Lucy winced inwardly. She hadn’t thought about that part. “Yeah, well, I’ll be pampered and waited on hand and foot. And I bet my scenery will be better, too. Possibly buff, half naked, and tanned.”
“So I’ll get Dave some spray-on stuff and hide his favorite shirt.”
They both looked at each other for a second, then burst out laughing.
“Okay, okay,” Jana said, hugging her one last time. “You win. I’ll reserve judgment until you get back.”
“Thank you. That’s all I wanted.”
Jana paused at the classroom door. “Can we at least mock you behind your back while you’re gone?”
“Sure. Get it all out of your system.” She pointed a bottle of tempera at her. “Because you’re going to eat every one of your words, Ms. Reporter.” She grinned then. “And them’s a whole lot of words, so wear something baggy.”
Jana’s laughter floated down the hall as the classroom door drifted shut behind her.
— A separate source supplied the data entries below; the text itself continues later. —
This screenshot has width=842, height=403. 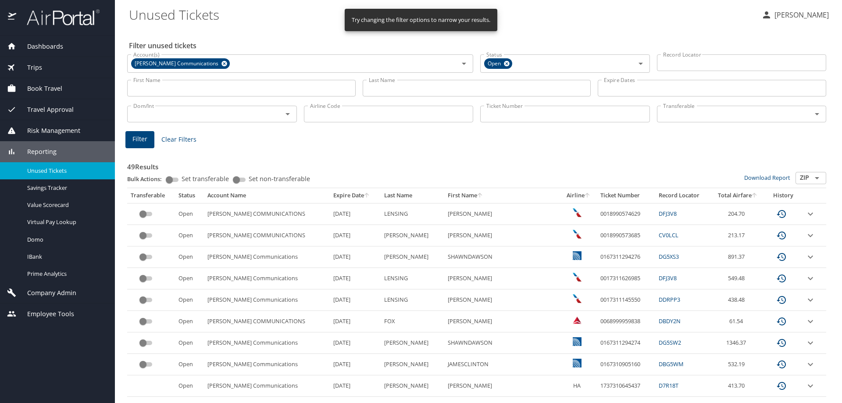 What do you see at coordinates (670, 343) in the screenshot?
I see `a: DG5SW2` at bounding box center [670, 343].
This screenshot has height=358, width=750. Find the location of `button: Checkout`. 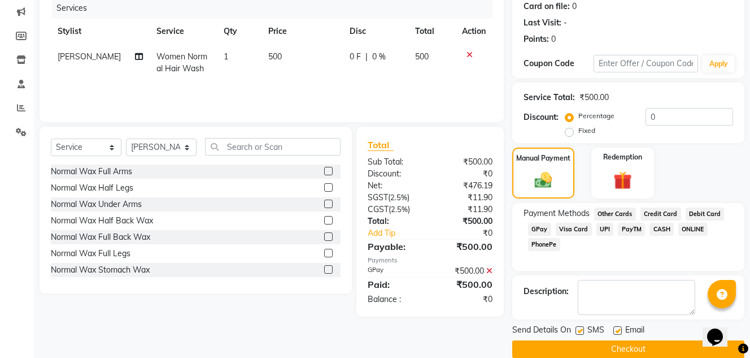

button: Checkout is located at coordinates (628, 349).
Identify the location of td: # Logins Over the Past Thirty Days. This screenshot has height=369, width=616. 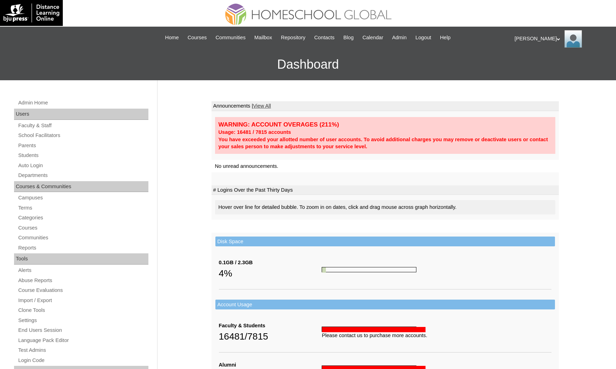
(385, 190).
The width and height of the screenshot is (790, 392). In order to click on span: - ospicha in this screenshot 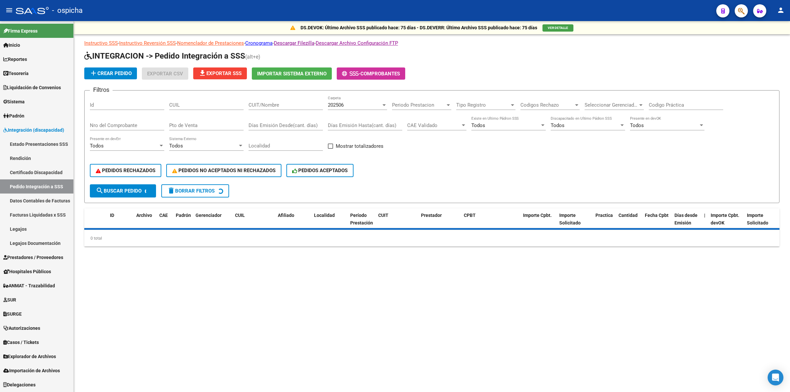, I will do `click(67, 11)`.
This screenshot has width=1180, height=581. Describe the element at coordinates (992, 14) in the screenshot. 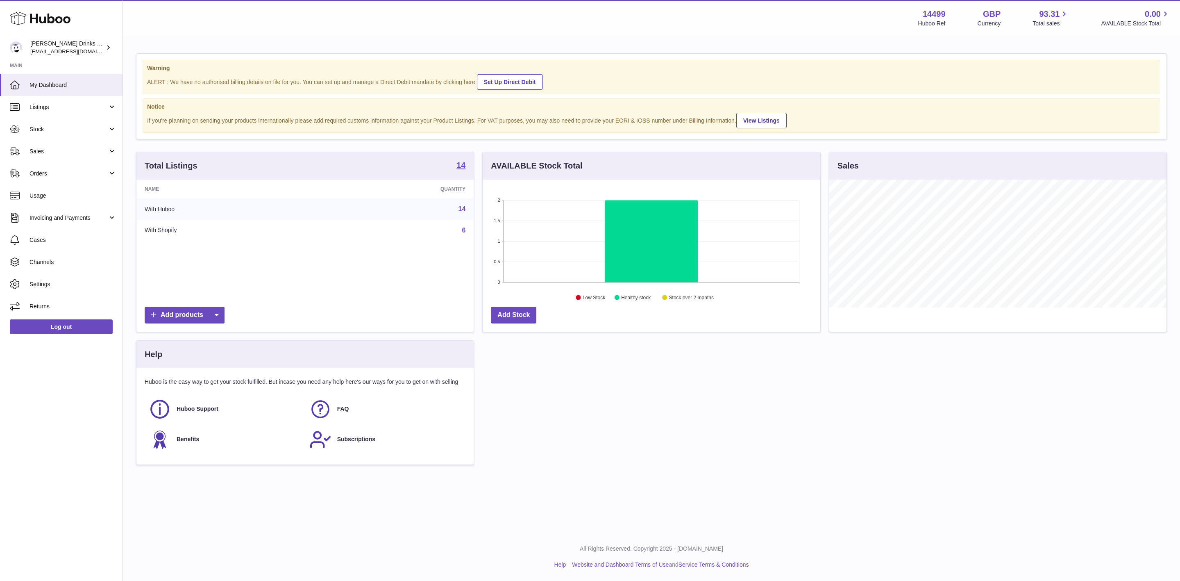

I see `strong: GBP` at that location.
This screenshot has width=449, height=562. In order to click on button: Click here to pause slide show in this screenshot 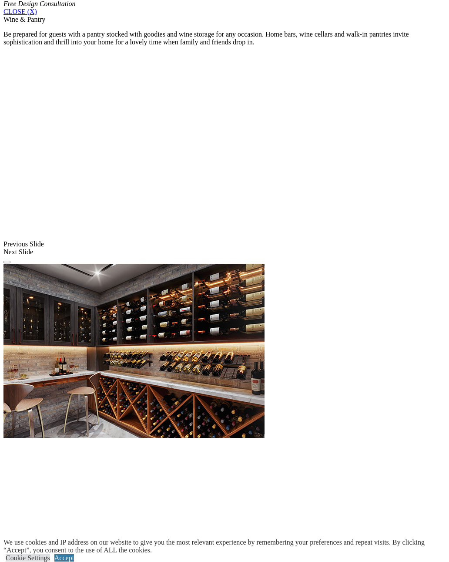, I will do `click(7, 262)`.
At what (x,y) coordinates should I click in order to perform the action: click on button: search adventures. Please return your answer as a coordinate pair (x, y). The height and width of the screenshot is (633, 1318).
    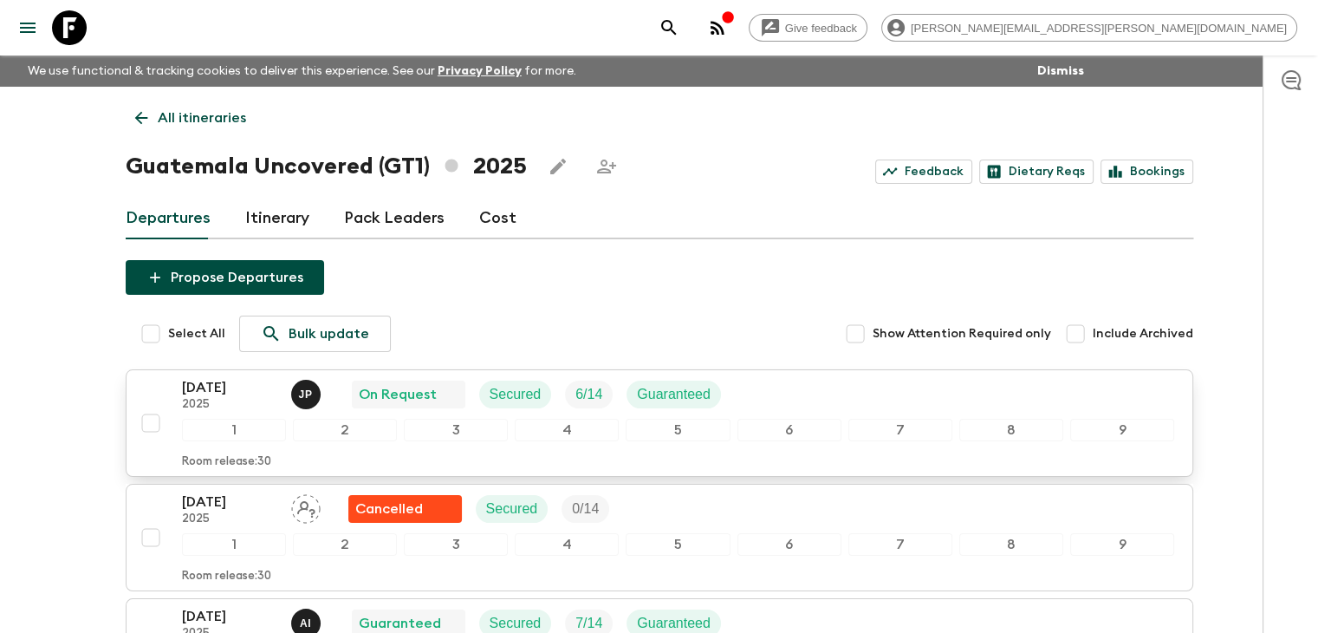
    Looking at the image, I should click on (669, 28).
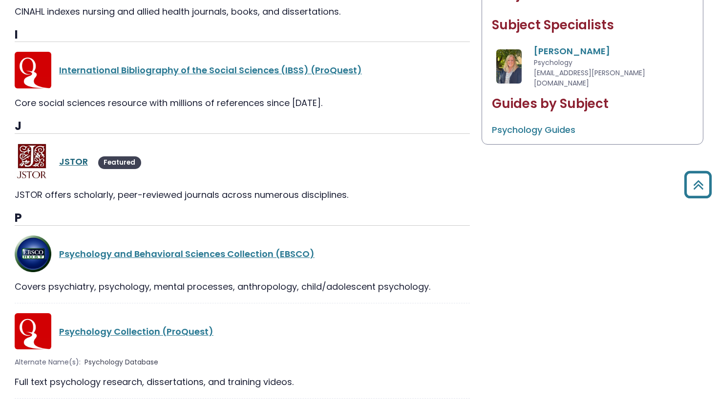 This screenshot has height=406, width=718. Describe the element at coordinates (121, 362) in the screenshot. I see `span: Psychology Database` at that location.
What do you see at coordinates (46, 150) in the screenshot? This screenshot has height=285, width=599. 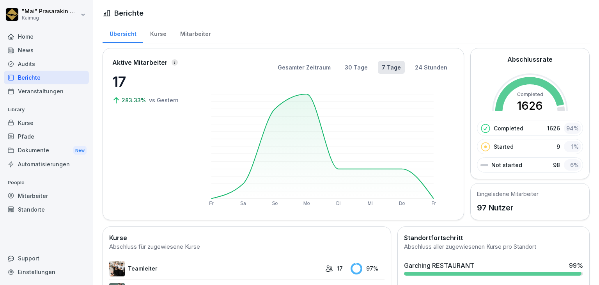 I see `div: Dokumente` at bounding box center [46, 150].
Finally alone, Lucy wasn’t surprised to find herself fighting the encroaching fear that maybe, just maybe, Jana and Grady were right. (Waxing and plucking and ripping . . . oh, my!) But no. Now was not the time to buckle and cave. She was big on buckling and caving. Which was exactly what had led her to this point, right? She’d made the decision to do something about her growing self-discontent, and frivolous or not, the first step was going to Barbie Boot Camp.
She had to start somewhere, after all.
Lucy went back to stocking paint. She had to get the rest of this room in shape before the weekend. Because as of Saturday noon, she became the exclusive property of Glass Slipper, Inc. And for the next two weeks she would have her own personal fairy godmothers.